At a time when the American business corporation is exploring and exploiting its new Supreme-Court-bestowed role in the management of American election results, an earlier transformation in the composition and political role of American business leadership should be recalled. This was the replacement of the Gilded Age capitalist—audacious, rapacious, and innovative, who created the post-Civil War American industrial economy—with the twentieth-century professional manager—technocratic, efficient, and controlling, who helped create today’s version of global finance.

James Burnham (1905-1987), before becoming the godfather of neoconservatism (as he is best known today to those who recall him), foresaw this transformation. Son of an English immigrant father and Catholic mother, Burnham was an eminent American Trotskyist at a time when Trotskyism was a serious matter among American intellectuals. He was a founder of the American Worker’s Party, which in 1934 merged with another dissident Marxist group to create the Trotskyist Workers Party of the United States. (His brother Philip, meanwhile, remained a Catholic and helped re-found Commonweal.)

But Burnham broke ranks in 1940, declaring that Marxism was merely a form of imperialistic class politics; the new force in the struggle was the managerial class, as it seized privilege and control over society. Capitalism as a form of social organization, he said, was finished. His new managerial class was taking over in Germany (Nazism), the Soviet Union (Stalinism), and the United States (the New Deal). Other Trotskyists, according to sociologist Daniel Bell, had as much as eight years earlier identified the emergence of capitalist management. But it was Burnham who caused an international stir with the 1941 publication of his book The Managerial Revolution, the only important American contribution to the Marxist debates surrounding the Crash and Great Depression.

George Orwell found Burnham more Machiavellian thinker than Marxist, as well as inordinately fascinated with power. Believing that society was generally on the path to oligarchy, Burnham took it for granted that “managerial” Germany was in all respects more efficient than a capitalist democracy like France or the United States. He expected Hitler to attack and defeat the Russia of Stalin (whom he had once called a “great man”). He predicted that Germany and Japan would not only win the Second World War but also remain the centers of world power afterward.

Still, Burnham’s theory on the rise of a technocratic, managerial class found a complement in the wartime and postwar adoption of and strategic management practices by intellectually moribund business schools. Developed by the military and such institutions as the Rand Corporation, these made use of mathematical models, behavioral theory, and operations research (usually a glamorized and heavily numerate version of empirical or common-sense analysis) and gave business executives an aura of scientific professionalism.

The combination proved damaging, spawning the system of global finance and industry that has led us to world crisis. It generally is run by managers who, without necessarily investing a penny of their own money, control the American (and increasingly European) economies, enriching themselves by assigning to one another titanic emoluments as rewards for having been hired; for carrying out executive duties that earlier professional managers performed for unexceptional compensation; and eventually for leaving their jobs.

These individuals usually are not founders or creators, but hired hands, graduates of American business colleges. They form today’s American plutocracy, and the Supreme Court has authorized them to make use of the resources (technically stockholder-owned) of the enterprises they control to direct unlimited and unregulated wealth toward promoting the election of political figures sharing their views on policy. It would seem this plutocratic power is permanently installed in the U.S. government, since nearly all of the economic, political, and communication groups in a position to change the situation in fact now richly profit from it.

By the end of World War II, Burnham had become an anti-Soviet rightist. In coming decades he would inveigh against the malign influence of American liberals in such works as 1964’s Suicide of the West. He was to influence William F. Buckley and the practitioners of the reactionary, xenophobic, and anti-intellectual “conservatism” that developed in the post-war United States, and that has reached bizarre culmination in the Tea Party of today.

Orwell did not live to see Burnham’s conversion to this aggressive American nationalism. In 1946 he aptly summarized the early theorist in writing that democracy never existed “and, so far as we can see, never will.” Burnham may have later changed his mind, but the apparently imminent succession of a constitutional democracy in the United States by an irreversible oligarchy, characterized by a morbid concentration of money and power, validates what he anticipated in The Managerial Revolution and 1942’s The Machiavellians. The prescience of these books, which claim that oligarchy is the natural form of society, its power resting force and fraud, must be saluted.

William Pfaff, a former editor of Commonweal, is political columnist for the International Herald Tribune in Paris. His most recent book is The Irony of Manifest Destiny: The Tragedy of America's Foreign Policy (Walker & Company).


=== TASK BRIEF ===
Find how many lines of the records hold the string "Needy" and reply with only that total.

[Recorded data]
----

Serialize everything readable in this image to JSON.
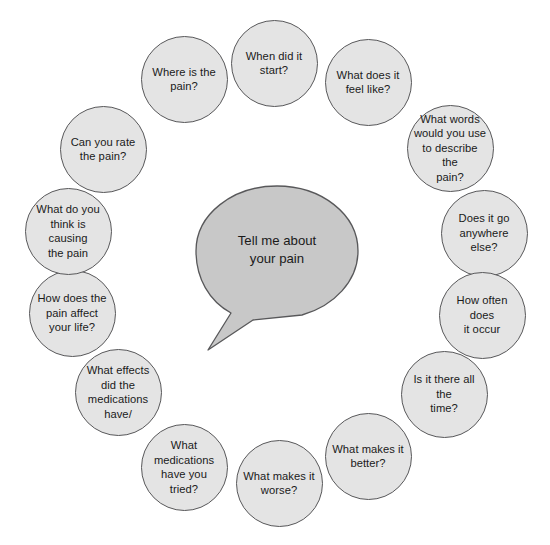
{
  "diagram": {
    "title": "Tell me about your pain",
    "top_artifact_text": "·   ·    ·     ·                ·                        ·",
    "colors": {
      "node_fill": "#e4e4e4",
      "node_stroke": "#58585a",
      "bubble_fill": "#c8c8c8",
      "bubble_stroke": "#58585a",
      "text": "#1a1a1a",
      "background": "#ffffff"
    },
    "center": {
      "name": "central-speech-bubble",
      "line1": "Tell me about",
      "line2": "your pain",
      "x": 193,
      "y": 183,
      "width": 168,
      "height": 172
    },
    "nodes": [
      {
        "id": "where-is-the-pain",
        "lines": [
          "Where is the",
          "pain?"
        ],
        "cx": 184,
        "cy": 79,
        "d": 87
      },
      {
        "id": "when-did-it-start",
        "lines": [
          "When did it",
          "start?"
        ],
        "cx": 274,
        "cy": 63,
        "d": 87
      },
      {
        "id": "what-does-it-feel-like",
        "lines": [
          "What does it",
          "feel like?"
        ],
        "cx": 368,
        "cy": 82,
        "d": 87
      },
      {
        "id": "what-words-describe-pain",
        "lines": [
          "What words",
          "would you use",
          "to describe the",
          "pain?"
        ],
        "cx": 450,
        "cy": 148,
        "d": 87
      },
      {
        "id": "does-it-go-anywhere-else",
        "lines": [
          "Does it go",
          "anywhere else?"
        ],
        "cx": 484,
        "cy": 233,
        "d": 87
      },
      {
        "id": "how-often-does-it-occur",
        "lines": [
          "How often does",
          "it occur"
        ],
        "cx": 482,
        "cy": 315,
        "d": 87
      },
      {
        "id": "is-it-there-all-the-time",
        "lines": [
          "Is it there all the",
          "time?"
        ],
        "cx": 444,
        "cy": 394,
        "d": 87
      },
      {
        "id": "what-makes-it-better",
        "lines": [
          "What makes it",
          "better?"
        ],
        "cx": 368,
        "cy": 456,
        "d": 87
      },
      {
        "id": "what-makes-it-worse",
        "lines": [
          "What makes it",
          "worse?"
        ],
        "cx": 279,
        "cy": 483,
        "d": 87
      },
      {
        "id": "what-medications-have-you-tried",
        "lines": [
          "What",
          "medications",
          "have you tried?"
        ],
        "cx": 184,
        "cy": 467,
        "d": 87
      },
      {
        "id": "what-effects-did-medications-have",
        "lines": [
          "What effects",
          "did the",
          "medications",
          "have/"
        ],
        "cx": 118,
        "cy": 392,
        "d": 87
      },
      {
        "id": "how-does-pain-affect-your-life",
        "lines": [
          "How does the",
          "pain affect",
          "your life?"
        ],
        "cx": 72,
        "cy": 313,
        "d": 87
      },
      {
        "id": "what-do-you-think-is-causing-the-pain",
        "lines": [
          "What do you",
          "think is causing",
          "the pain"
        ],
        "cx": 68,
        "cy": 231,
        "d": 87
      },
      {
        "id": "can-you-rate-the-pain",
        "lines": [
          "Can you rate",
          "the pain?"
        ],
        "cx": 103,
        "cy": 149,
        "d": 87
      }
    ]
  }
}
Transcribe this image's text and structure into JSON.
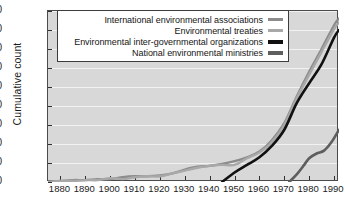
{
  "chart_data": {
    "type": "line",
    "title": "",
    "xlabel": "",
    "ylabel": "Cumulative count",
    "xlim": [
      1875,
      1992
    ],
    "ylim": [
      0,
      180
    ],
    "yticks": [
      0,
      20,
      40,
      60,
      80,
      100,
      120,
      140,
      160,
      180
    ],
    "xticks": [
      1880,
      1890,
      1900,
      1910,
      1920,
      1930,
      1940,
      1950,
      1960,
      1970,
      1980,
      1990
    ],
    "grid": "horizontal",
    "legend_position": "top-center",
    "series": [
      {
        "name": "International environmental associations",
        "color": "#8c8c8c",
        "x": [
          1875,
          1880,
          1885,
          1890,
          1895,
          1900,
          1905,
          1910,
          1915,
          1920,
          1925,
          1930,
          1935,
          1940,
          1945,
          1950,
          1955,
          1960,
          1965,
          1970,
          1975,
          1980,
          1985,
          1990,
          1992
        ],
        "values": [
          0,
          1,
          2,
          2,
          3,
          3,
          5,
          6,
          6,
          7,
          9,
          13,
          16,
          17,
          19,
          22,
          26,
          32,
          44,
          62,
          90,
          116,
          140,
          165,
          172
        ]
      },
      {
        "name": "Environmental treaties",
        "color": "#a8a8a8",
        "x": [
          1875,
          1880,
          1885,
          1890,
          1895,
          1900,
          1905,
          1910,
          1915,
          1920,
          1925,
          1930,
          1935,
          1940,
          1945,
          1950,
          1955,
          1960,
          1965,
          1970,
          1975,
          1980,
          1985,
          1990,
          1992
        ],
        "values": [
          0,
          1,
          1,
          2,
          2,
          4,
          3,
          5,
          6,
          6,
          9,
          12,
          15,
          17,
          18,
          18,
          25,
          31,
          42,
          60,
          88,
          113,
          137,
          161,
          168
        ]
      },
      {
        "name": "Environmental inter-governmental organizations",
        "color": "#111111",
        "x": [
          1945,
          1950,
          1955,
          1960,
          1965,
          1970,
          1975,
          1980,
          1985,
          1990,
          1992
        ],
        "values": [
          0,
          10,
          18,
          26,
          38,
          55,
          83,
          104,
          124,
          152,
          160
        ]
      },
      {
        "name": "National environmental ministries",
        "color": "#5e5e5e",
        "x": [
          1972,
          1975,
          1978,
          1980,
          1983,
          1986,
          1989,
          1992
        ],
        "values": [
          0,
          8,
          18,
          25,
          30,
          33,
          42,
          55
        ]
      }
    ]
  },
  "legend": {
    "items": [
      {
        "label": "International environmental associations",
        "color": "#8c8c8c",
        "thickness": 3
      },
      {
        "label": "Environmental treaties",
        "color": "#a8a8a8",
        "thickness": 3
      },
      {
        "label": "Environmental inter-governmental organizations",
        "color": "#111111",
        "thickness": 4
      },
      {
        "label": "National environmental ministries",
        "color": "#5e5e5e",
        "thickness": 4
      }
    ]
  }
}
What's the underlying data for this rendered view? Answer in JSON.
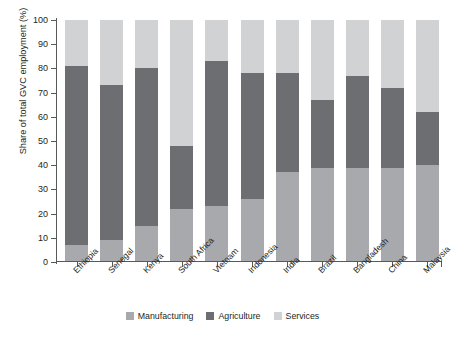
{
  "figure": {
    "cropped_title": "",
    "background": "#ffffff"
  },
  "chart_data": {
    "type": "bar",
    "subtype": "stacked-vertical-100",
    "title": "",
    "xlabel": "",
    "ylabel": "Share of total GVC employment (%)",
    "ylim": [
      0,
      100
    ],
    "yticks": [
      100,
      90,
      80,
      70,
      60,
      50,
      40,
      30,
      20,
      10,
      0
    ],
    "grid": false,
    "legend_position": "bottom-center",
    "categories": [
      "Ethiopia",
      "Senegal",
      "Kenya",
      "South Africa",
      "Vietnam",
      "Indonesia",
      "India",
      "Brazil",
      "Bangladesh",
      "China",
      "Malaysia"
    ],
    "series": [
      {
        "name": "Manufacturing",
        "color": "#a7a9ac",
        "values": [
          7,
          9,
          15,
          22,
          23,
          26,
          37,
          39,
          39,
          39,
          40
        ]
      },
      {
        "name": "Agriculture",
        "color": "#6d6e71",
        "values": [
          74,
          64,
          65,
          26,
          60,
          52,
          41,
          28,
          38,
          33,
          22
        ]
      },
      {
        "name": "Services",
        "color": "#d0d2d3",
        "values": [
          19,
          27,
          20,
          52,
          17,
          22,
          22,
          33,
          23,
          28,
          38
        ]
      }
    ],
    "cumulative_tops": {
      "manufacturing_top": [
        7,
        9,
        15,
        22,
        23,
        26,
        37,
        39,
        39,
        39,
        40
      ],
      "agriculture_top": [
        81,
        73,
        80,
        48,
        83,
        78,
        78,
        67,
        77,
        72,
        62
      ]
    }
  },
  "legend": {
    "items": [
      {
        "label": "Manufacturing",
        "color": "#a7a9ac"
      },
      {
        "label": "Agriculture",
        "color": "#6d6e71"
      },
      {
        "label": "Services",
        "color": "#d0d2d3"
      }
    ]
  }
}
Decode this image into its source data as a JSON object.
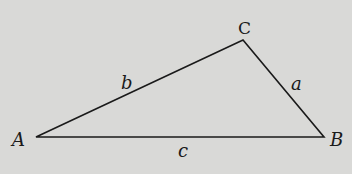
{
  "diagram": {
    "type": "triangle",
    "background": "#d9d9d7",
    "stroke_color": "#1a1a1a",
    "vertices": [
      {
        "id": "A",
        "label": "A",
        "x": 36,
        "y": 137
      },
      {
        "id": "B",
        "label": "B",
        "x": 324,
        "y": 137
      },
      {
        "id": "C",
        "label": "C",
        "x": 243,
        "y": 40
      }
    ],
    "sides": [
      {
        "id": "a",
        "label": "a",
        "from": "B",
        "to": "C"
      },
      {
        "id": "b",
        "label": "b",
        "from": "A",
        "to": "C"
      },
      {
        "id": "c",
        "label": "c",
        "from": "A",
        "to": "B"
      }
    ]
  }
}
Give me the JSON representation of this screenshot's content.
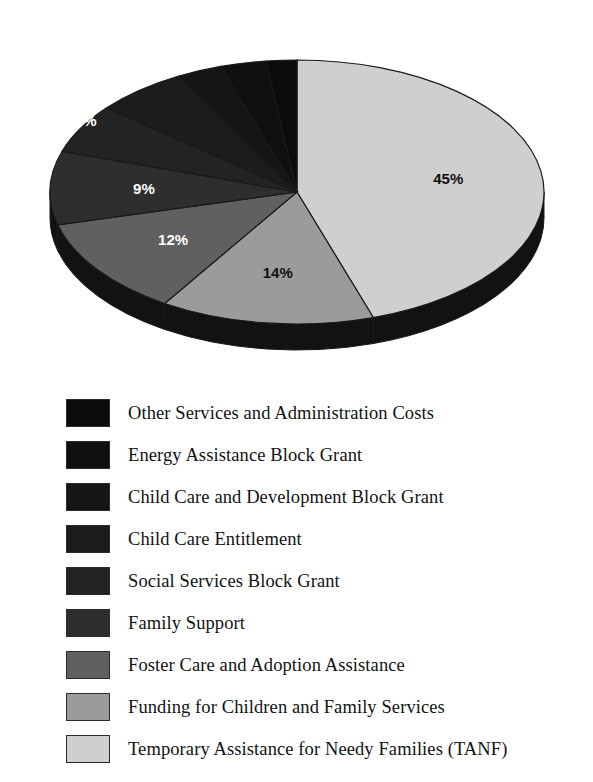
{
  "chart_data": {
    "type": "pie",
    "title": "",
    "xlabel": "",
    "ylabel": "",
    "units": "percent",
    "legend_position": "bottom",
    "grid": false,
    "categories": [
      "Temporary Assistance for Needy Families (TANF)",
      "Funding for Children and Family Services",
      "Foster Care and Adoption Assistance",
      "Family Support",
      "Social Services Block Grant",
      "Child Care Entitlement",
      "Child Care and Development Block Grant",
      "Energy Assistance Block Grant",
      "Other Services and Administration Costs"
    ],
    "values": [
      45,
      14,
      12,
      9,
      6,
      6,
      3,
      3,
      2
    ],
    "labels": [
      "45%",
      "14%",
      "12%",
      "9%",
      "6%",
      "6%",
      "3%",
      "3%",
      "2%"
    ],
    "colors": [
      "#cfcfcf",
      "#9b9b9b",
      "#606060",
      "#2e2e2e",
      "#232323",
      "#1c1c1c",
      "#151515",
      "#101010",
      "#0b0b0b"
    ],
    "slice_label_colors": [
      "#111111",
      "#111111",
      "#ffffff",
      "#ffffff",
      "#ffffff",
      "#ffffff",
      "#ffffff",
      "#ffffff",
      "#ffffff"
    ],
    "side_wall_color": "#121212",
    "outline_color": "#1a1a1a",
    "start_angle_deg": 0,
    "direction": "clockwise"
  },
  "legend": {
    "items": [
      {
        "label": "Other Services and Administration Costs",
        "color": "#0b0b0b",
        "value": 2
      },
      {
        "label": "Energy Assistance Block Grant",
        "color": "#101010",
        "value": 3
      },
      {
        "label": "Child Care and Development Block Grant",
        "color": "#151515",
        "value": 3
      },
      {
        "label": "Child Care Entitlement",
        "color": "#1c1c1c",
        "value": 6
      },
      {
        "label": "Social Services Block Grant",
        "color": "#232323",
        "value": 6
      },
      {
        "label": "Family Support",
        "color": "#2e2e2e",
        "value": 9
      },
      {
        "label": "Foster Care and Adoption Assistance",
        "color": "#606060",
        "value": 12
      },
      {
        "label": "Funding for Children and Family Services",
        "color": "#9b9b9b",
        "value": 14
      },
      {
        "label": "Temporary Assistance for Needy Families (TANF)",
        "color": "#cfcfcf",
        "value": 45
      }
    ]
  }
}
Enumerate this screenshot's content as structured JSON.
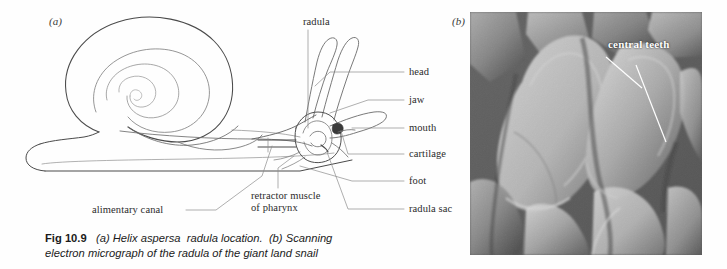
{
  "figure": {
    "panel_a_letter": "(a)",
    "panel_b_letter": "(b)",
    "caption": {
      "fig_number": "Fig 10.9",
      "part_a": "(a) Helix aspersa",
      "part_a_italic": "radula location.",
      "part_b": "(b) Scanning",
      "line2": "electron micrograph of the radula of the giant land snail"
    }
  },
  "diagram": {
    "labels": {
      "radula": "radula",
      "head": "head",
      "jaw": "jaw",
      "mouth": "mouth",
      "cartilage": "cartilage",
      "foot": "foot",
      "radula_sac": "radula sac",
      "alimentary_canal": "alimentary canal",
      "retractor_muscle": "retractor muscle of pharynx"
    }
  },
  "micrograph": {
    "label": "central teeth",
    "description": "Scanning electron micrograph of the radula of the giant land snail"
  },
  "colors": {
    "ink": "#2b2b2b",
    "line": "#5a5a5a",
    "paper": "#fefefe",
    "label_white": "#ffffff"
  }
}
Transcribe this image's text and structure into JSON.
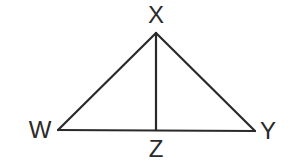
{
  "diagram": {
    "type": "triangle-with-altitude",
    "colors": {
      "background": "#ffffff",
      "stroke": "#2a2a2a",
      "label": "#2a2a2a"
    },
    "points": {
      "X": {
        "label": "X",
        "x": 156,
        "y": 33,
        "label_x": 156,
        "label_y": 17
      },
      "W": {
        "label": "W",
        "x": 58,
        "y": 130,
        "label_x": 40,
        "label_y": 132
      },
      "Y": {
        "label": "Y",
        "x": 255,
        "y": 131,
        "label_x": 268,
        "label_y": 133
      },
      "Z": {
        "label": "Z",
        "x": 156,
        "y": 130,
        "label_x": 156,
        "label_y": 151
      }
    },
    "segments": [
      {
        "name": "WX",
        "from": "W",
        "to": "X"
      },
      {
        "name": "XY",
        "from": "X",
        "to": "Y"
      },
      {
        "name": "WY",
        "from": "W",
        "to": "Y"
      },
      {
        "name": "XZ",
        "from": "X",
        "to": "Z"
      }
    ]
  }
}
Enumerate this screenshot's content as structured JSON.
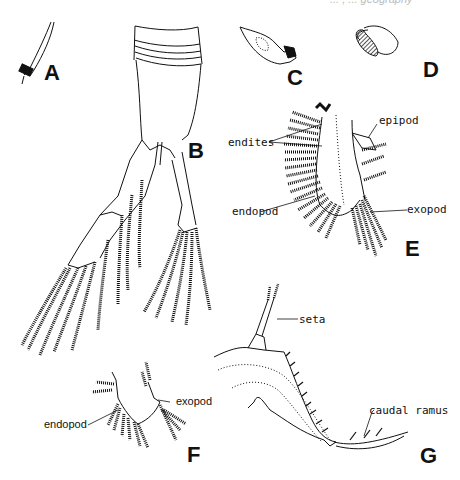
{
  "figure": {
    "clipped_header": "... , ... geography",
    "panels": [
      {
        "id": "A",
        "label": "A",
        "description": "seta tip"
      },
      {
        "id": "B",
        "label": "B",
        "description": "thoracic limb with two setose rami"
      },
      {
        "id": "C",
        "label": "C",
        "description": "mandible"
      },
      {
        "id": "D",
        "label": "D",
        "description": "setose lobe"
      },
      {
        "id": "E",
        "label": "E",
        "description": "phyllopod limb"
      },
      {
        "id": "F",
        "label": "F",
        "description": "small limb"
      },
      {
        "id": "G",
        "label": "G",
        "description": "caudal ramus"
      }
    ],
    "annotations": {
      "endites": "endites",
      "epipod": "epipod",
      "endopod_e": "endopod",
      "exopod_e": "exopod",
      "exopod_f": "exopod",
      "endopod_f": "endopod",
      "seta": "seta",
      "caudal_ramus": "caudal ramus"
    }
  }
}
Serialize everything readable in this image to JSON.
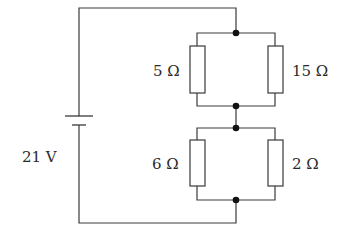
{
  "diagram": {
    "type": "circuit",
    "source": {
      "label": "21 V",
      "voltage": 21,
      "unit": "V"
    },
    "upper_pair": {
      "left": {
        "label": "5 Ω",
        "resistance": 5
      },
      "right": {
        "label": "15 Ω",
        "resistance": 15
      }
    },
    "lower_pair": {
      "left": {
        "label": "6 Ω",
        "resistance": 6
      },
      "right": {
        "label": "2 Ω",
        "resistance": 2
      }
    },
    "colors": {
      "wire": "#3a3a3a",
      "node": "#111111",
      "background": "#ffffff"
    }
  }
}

----

=== SOLUTION BELOW ===
2